Day 16 and Counting: Why the Eagles' OC Job Isn't a Normal OC Job
Sileo and Xander Krause argued on Wednesday's National Football Show that the Eagles have fundamentally redefined what 'offensive coordinator' means — and that's why 16 candidates deep, nobody has taken the job.
Day 16 and Counting: Why the Eagles' OC Job Isn't a Normal OC Job
Day 16 and Counting: Why the Eagles' OC Job Isn't a Normal OC Job
Sixteen days. Sixteen reported candidates. Zero hires. As the Philadelphia Eagles' search for an offensive coordinator grinds on, Wednesday's National Football Show offered the most compelling explanation yet for why the process has stalled: the job the Eagles are offering isn't the job these coaches want.
The Kevin Patullo Precedent
Sileo drew a direct line from last year's hire to this year's dysfunction. The Eagles hired Kevin Patullo as offensive coordinator on February 19, 2025 — just nine days after the Super Bowl — to replace Kellen Moore. Patullo had never called plays. As discussed on the show, at the time that it was "an irrelevant hire" and warned it would result in "an irrelevant fire."
"If you hire another guy that has never been a play caller, here we are again," Sileo said. "You're hiring 2.0 Kevin Patullo. You don't know who this Sean Mannion is. If he's going to be a good OC in that environment — how do you know? You're calling Nick's plays."

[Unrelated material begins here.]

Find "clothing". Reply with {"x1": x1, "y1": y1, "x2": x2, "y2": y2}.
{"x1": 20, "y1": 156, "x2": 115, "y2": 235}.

The timeline matters. Andy Reid, Sileo noted, was a quarterback coach for 15 years before he started calling plays. The candidates the Eagles are considering have a fraction of that experience, yet they're being asked to manage a far more complex set of constraints.
A Different Definition of OC
Sileo argued that the Eagles have created a non-standard definition of "offensive coordinator" that doesn't match any other team in the NFL.

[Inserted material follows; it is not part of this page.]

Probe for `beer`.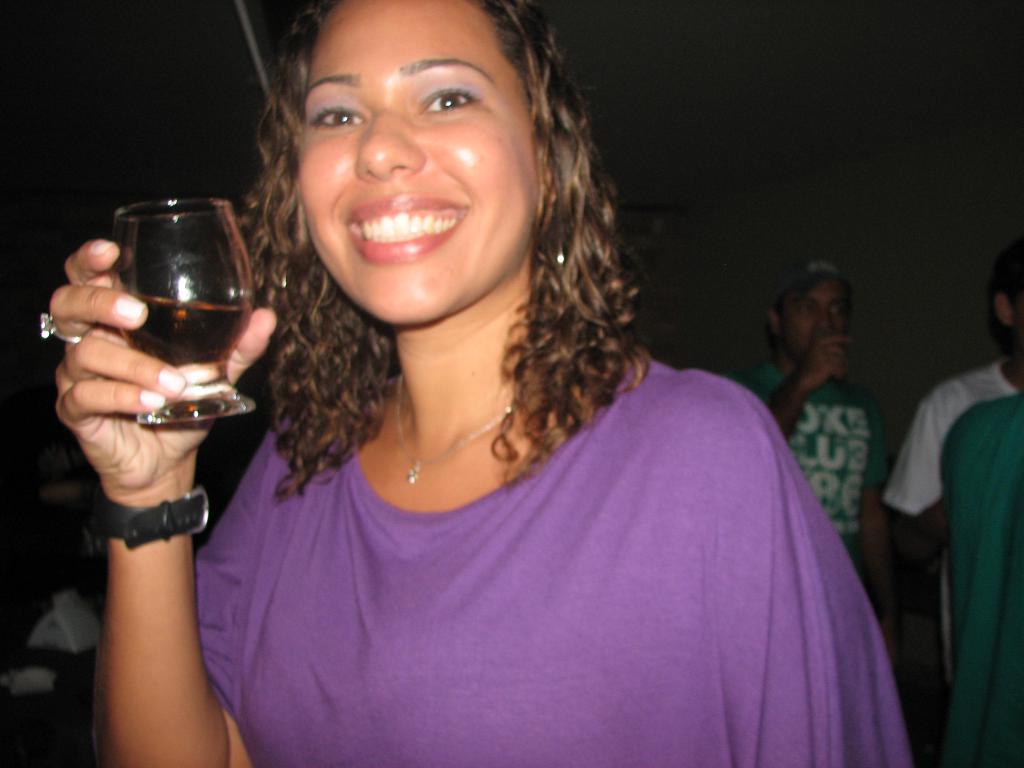
Probe result: 110,193,269,440.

"Their definition of offensive coordinator might not be the same as Cleveland, the Chargers, Buffalo," he said. "What does OC mean in Philly? Nick's plays — you call them. You bring in 25% of your plays."
The evidence supports this. Multiple candidates have reportedly taken their names out of consideration. Whether the Eagles formally offered the job to any of them is a matter of semantics — as Sileo put it: "I'm interviewing 17 people, but I haven't offered the job yet? What are you doing?"

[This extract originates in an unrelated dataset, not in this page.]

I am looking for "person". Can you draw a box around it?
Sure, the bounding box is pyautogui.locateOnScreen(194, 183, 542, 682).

Xander Krause added crucial context from Mike McDaniel's recent press conference, where the former Dolphins coach explicitly described himself as a run-game coordinator by trade and made clear he wouldn't cede control of that phase to anyone else. Krause connected the dots: "Anybody who's good on offense is going to want their own run game coordinator. Does that become an issue?"
The Jeff Stoutland Factor
The show identified a previously underappreciated obstacle: veteran offensive line coach Jeff Stoutland's control of the run game. Krause noted that Cliff Kingsbury reportedly clashed with the arrangement, and now McDaniel's comments suggest it was a dealbreaker for him too.
"If you're not in charge of your run game, you're not in charge of your offense, are you?" Sileo asked. "You mean to tell me I can't utilize Saquon Barkley the way I want to use Saquon Barkley?"
The irony, as Krause pointed out, is that Stoutland has presided over one of the league's most dominant run games for over a decade. "One of the best running teams in football, topped off by a historic season, for the last 13 years was coordinated by Jeff Stoutland," he said. The Eagles can't easily move on from him — but his presence may be limiting their hiring pool.
The Coaching Tree Mismatch
Sileo questioned why the Eagles would consider candidates from Sean McVay's coaching tree, noting that McVay's system is built around pro-style pocket passers — the opposite of what Hurts does best.
"Why in the world would you want to hire a guy off the Sean McVay tree when all they believe is passing?" Sileo asked.
Krause pushed back slightly, arguing that great offensive minds can adapt regardless of their schematic background: "I'm looking for somebody that has a great macro perspective and approach to the offensive game. Then you put them in the Eagles offense with the playmakers." But he acknowledged the Eagles' situation makes adaptation harder than usual.
The Brian Johnson Ghost
Krause delivered perhaps the segment's most pointed observation by revisiting the firing of Brian Johnson after the 2023 season. Johnson, a first-year coordinator, produced the 8th-ranked offense and the highest passing grade in the Sirianni era — while working with the 31st-ranked defense.
"If you remove the names and the team and I told you a first-year coordinator had the 8th-ranked offense and the 31st-ranked defense, you'd be like, is that guy up for a head coaching gig?" Krause said. "That guy got put out to pasture and he's never gotten back to OC since."
The implication: the Eagles' treatment of their previous coordinators is now a cautionary tale that's actively dissuading candidates from taking the job.
As day 17 approaches with no end in sight, the question isn't just who will be the Eagles' next offensive coordinator — it's whether the job they're offering is one any quality coach actually wants.